With Specter Still Lurking, Google seeks to protect the web

It was more over three years since researchers unveiled a pair of security vulnerabilities, known as Specter and Meltdown, that have revealed fundamental flaws in how most modern computer processors manage data to maximize efficiency. Although they affect an astronomical number of computing devices, so-called speculative execution bugs are relatively difficult to exploit in practice. But now Google researchers have developed evidence of the concept that shows the danger that Specter attacks pose to the browser – hoping to motivate a new generation of defense.

Researchers have never doubted this spectrum could to be exploited for browser-based hacks. Every program running on a computer executes its instructions and restricts its data through the computer’s processor and memory, making all this information potentially vulnerable to speculative execution attacks. This includes browsers, which upload data from web servers and then display content on individual users’ devices through a local feature called the play engine. A Specter browser hack would essentially launch an attack on a web page that a victim is visiting to retrieve data from other pages they have opened. Such hacks could even be used to identify a target to extract more data from the web applications to which they are connected.

In the years since the initial Specter and Meltdown revelations, that specific type of attack was never seen in the wild and it was unclear how practical the method would be. Proof of Google’s concept of Chrome’s own browser not only illustrates feasibility, but also suggests strategies for browsers and web developers to protect themselves more fully from such attacks.

“When I shared the operation with the Chrome security team and the product security team, then everyone said, ‘OK, wow, it’s very clear that’s the impact,'” says Stephen Röttger, a security engineer at Google. “Based on this, we have made a lot of decisions to put more resources into implementing Specter defense systems in our web.”

Over the past few years, Chrome and other mass browsers have implemented a practice called “site isolation” to render web pages separately and separate data from each other. Because Specter attacks are about inducing a processor to leak data at the right time, isolating the site makes it much more difficult for a hacker to get the sensitive information they want, because not all data flows through the processor in one place. at the same time. Browsers have also added related defenses to load components of a single website separately (such as a company logo from third-party ads) and to block data flow in both directions between two pages when reciprocity is not vital.

These types of defenses cannot completely stop Specter attacks. Instead, they reduce the chances that a bad actor can get useful or private information from the processor if he launches such a hack. Proof of the concept from Röttger and colleagues reveals more nuanced ways in which browsers, including Chromium-based browsers such as Microsoft Edge, can implement these types of defenses. But it also highlights ways in which web developers could architect their platforms and applications differently to preserve functionality, while blocking even more strategic user information.

“We think we’ve wrapped our heads around what developers need to do to protect themselves, and the set of things they need to do is not surprisingly large,” said Mike West, head of security for Chrome and web chair of the World Wide Web Consortium application security working group. “The real work and the reason why browsers can’t do it on behalf of the developer is that the decisions that need to be made are application-specific. They will involve an analysis of the things that your server offers to the internet and the ways in which these things should be offered. ”

Google is working through the W3C, an international standardization body, to provide guidance and best practices for both browsers and web developers. The strategy has also worked for Google, as well as in its effort to help move the needle to massive initiatives such as promoting HTTPS web encryption. But West acknowledges that it takes time to get the entire web community on board with these types of structural changes.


[Assignment]
Determine how many lines of the entries include the word "pixels", and report that number with no further text.

[Data provided]
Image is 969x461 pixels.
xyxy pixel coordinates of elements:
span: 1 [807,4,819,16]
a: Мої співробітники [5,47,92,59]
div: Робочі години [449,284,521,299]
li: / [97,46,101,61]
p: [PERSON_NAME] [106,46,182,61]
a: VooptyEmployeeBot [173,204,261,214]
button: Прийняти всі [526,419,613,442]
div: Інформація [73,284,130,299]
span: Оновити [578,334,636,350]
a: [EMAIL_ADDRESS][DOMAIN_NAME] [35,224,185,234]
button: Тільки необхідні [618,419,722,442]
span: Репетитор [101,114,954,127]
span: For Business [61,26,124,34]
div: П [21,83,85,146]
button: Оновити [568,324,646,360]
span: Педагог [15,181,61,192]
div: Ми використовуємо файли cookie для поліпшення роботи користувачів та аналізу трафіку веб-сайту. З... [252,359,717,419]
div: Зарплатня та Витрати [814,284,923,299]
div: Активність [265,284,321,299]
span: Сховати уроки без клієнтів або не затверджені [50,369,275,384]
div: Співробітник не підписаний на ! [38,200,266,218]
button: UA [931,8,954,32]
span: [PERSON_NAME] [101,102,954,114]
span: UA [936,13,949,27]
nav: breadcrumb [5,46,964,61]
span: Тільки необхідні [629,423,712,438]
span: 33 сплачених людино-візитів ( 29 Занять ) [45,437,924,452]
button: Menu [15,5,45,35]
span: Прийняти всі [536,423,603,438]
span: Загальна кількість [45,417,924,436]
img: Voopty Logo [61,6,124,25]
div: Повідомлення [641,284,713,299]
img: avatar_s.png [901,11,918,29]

---

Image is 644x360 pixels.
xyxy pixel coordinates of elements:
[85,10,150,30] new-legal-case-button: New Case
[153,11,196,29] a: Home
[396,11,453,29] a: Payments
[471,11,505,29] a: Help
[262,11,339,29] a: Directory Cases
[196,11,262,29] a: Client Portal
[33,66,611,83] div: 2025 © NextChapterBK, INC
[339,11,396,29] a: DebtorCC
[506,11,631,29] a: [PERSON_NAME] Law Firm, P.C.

[Solution to the problem]
2